Application can be immediately followed by burning or itching. Small sores, itching and peeling skin can also follow. Ingestion or entering the blood stream in small amounts through the dermis can cause fatal poisoning, symptoms include shortness of breath, rapid heart rate and shivers. Most people using the gel do not report these side effects.
Podophyllotoxin displays a range of activities such as cathartic, purgative, antiviral, vesicant, and antihelminthic. Additionally, the lignan and its derivatives are exciting leads for anti-tumor agent.

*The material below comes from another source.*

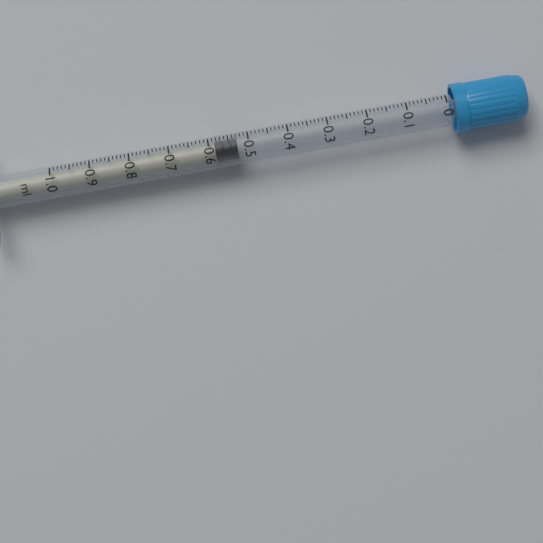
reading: 0.53 ml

For instance, podophyllotoxin is the pharmacological precursor for the important anticancer drug etoposide.[6][7]
It is also used as a gel or solution to treat genital warts with noticeably shorter duration and fewer side effects.[8]

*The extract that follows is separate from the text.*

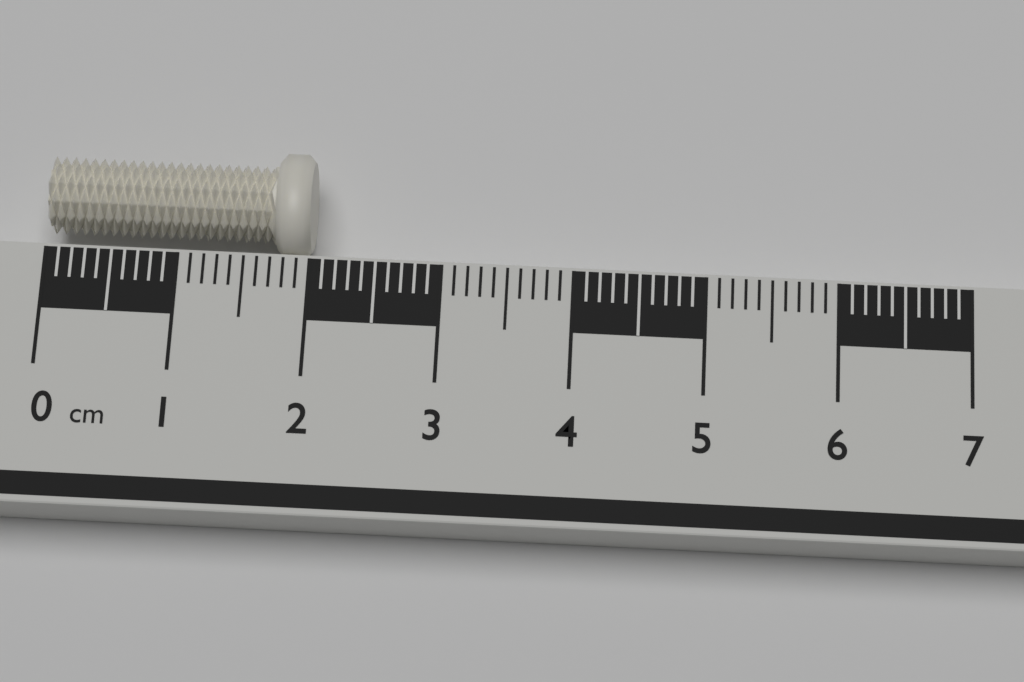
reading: 2.0 cm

Podophyllotoxin's anticancer property can be attributed to the inhibition of tubulin polymerization. As podophyllotoxin binds to the tubulin, microtubule formation is prevented. Consequently, podophyllotoxin arrests the cell cycle in the metaphase[2].
Podophyllotoxin derivatives display binding activity to the enzyme topoisomerase II during the late S and early G2 stage. For instance, etoposide binds and stabilizes the temporary break caused by the enzyme, disrupts the reparation of the break through which the double-stranded DNA passes, and consequently stops DNA unwinding and replication[2].Mutants resistant to either podophyllotoxin, or to its topoisomerase II inhibitory derivatives such as etoposide (VP-16), have been described in Chinese hamster cells.[9][10] The mutually exclusive cross-resistance patterns of these mutants provide a highly specific mean to distinguish the two kinds of podophyllotoxin derivatives.[11][10] Mutant Chinese hamster cells resistant to podophyllotoxin are affected in a protein P1 that was later identified as the mammalian HSP60 or chaperonin protein.[12][13]